They shouldn’t be needed anymore as the repo will supply the same libs.

Retroarch does work but tries to use OpenGLES2 through X11 which lima (at least in this implementatiton) doesn’t seem to support. Many of the default settings that were used in the old implementations will not work or simply cause RetroArch to crash. (setting input driver to linuxraw used to work but will now crash as it tries to grab inputs from the video driver. Using sdl2 as video, audio and input driver will work perfectly though. I can upload my retroarch.cfg so you have a working setup to start configuring retroarch from.
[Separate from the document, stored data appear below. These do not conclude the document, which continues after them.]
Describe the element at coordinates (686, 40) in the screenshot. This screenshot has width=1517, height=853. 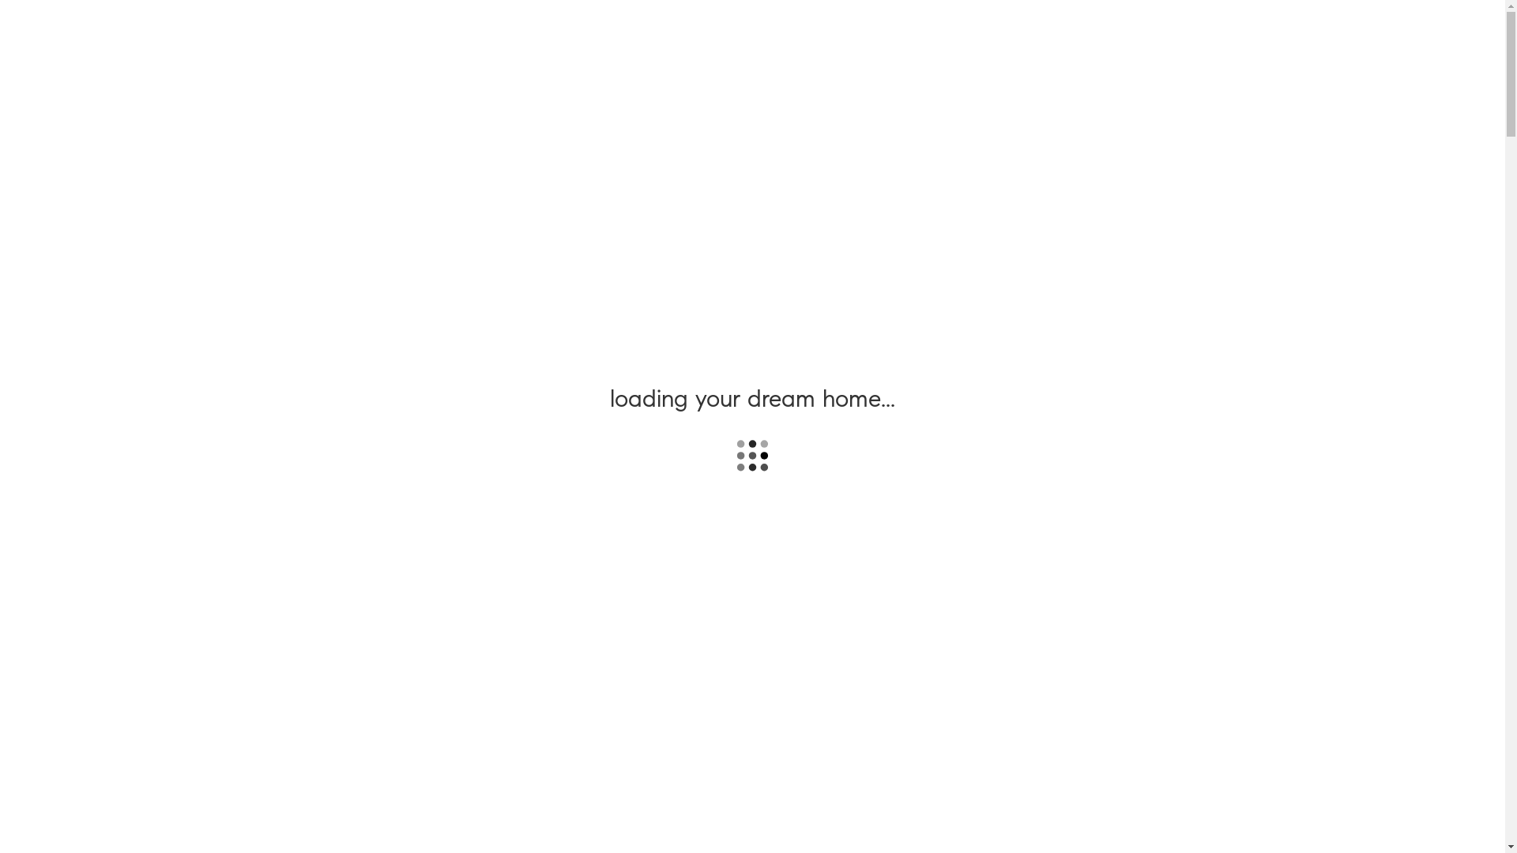
I see `GALLERY` at that location.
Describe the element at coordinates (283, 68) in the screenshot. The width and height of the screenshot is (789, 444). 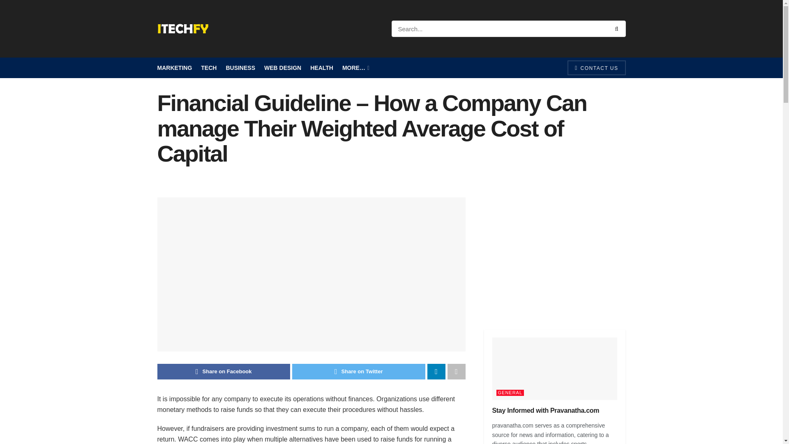
I see `WEB DESIGN` at that location.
For mupen I just tried banjo kazooie but I also got errors when trying to do anything in mupen inside the terminal.

Compiling Retroarch did also fail on this image but that seems to be because the package libegl-mesa0 only installs “libEGL-mesa.so.0” and “libEGL-mesa.so.0.0.0” . If make fails with ld error missing -lEGL-mesa , moving into the directory of “libEGL-mesa.so.0.0.0” and doing “sudo ln -s libEGL-mesa.so.0.0.0 libEGL-mesa.so” should do the trick (I guess. I didn’t have any time to try it out yesterday)

PSA:
When using my image or any image that has been upgraded to buster, please look out for wifi issues. I’m having trouble connecting to certain wifi networks (or even finding them at all) that worked before and I don’t know if it’s related to buster or if it’s just my CPI being faulty.